One of the great ironies of the wars in Iraq and Afghanistan has been that our military can engage in longer conflicts than ever, while losing only a fraction of the numbers who were killed during World War II and Vietnam.

Aside from improvements in soldiers’ defensive gear, a major element in the successful reduction of troop deaths has been that boots on the ground have been replaced by mechanized eyes in the sky — otherwise known as drones.  

Yet these seemingly simple weapons carry a great deal of ethically complex baggage. The men and women who launch missiles from unmanned drones half a world away may appear to be living a dream life in which they can kill the enemy for 12 hours and then drive home to their families each night, but the psychological toll their work takes on them can be just as devastating as if bullets were flying by their heads.

The supposedly safe and simple use of drones in warfare is also being sold to citizens as a gateway to their use for surveillance by law enforcement and in more efficient commercial delivery of products from corporate giants such as Amazon.com. Yet the new movie, “Good Kill,” starring Ethan Hawke as a Catholic drone pilot and married father whose guilt slowly starts to drive him crazy, points out that while drone warfare may have begun with good intentions, there are potentially serious ramifications for us all.

“I was really interested in the character in the movie because we’ve never asked soldiers to do what he does, which is go to war with the Taliban 12 hours a day, then go home to his wife and kids and repeat the next day,” says Andrew Niccol, writer-director of “Good Kill,” which was made on a low budget due to its controversial subject matter.

“I was interested in the psychological toll on this new generation. I spoke with ex-drone pilots, and there’s no shortage of them because there’s so much burnout. Someone like Ethan’s character, who was an F-16 fighter pilot, could drop munitions and fly away,” he said.

“Drone pilots drop bombs and then have to sit and watch the damage they caused for damage assessment — counting the dead,” Niccol continues. “That’s got to have a toll. It’s a new schizophrenic type of warfare: kill the Taliban, then take a 30 minute drive home on the freeway.”

Indeed, “Good Kill” provides a subtle yet riveting portrait of this new world facing America — one in which our defense contractors keep creating ever more inventive ways to kill people in foreign lands while appearing to save our soldiers from harm in combat.

“It’s been an interesting response to the film so far, because we played the Venice Film Festival and found we were accused of being too anti-American, yet in Europe we were accused of being too pro-American, even though I’m not American,” says Niccol, a native of New Zealand.

“I come at it from a humanist point of view, and the drone warfare issue is bipartisan because it started under Bush and escalated under Obama. There’s a lot of support for drone warfare, but whether you think you’re an advocate or opponent, this movie will move you to think and educate people to what is actually happening.”

Niccol has a long history of being on the cutting edge of technology and the ethical debates that go with it, having written the 1998 classic, “The Truman Show” shortly before the explosion of reality television. He also explored the issue of human genetic engineering in the movie, “Gattaca,” which he both wrote and directed.

Niccol feels that “Good Kill,” a character-based film with an extremely down to earth sensibility, has many parallels to “Gattaca.” That movie also starred Hawke, as a young man who dreams of being an astronaut but has to fight for his rights to study for the job because a genetic test given at birth has labeled him as having a poor heart, resulting in his being treated as second-class by society.

“In ‘Gattaca,’ I’m drawn to the ambiguity in life, because the thing about genetic engineering is that you can do wonderful things and cure diseases, but the flip side comes once you start enhancing people to make your son 6’4” and have blue eyes,” says Niccol. “A drone program can be really precise, but we can really precisely kill the wrong people. We always need to consider the duality of these things.”

And while Niccol harbors no illusions that his limited-release film can stop the use of drones, he’s happy to just make people stop a moment and put some thought into the world and just war and how they want to see it run.

“To be anti-drone is not to say you’re anti-Internet,” Niccol concludes. “Neither one is going anywhere, they’re new tools and the question is how responsibly you use it. That’s the conversation I hope we’ll have out of the movie.”

“Good Kill” opened May 15 in select theatres throughout the Los Angeles area.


> **WHAT THE TASK ASKS**
Word for word, return every record.

> **DATASET RECORDS**
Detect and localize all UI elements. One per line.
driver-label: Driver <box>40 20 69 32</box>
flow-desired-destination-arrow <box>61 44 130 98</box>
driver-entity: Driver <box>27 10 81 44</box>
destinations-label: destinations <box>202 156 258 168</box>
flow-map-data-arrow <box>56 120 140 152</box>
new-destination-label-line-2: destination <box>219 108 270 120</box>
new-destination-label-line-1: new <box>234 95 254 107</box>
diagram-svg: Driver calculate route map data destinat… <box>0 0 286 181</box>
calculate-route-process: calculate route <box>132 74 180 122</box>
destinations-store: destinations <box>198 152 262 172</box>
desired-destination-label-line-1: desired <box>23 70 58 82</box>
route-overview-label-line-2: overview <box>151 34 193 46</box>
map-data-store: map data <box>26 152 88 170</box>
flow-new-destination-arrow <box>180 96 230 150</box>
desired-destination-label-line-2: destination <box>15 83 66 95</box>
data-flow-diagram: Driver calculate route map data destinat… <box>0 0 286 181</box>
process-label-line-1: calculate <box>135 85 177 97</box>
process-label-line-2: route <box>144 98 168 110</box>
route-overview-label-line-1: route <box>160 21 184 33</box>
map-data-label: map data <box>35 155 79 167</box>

> **ANSWER BOX**
Detect and localize all UI elements. One per line.
driver-label: Driver <box>40 20 69 32</box>
flow-desired-destination-arrow <box>61 44 130 98</box>
driver-entity: Driver <box>27 10 81 44</box>
destinations-label: destinations <box>202 156 258 168</box>
flow-map-data-arrow <box>56 120 140 152</box>
new-destination-label-line-2: destination <box>219 108 270 120</box>
new-destination-label-line-1: new <box>234 95 254 107</box>
diagram-svg: Driver calculate route map data destinat… <box>0 0 286 181</box>
calculate-route-process: calculate route <box>132 74 180 122</box>
destinations-store: destinations <box>198 152 262 172</box>
desired-destination-label-line-1: desired <box>23 70 58 82</box>
route-overview-label-line-2: overview <box>151 34 193 46</box>
map-data-store: map data <box>26 152 88 170</box>
flow-new-destination-arrow <box>180 96 230 150</box>
desired-destination-label-line-2: destination <box>15 83 66 95</box>
data-flow-diagram: Driver calculate route map data destinat… <box>0 0 286 181</box>
process-label-line-1: calculate <box>135 85 177 97</box>
process-label-line-2: route <box>144 98 168 110</box>
route-overview-label-line-1: route <box>160 21 184 33</box>
map-data-label: map data <box>35 155 79 167</box>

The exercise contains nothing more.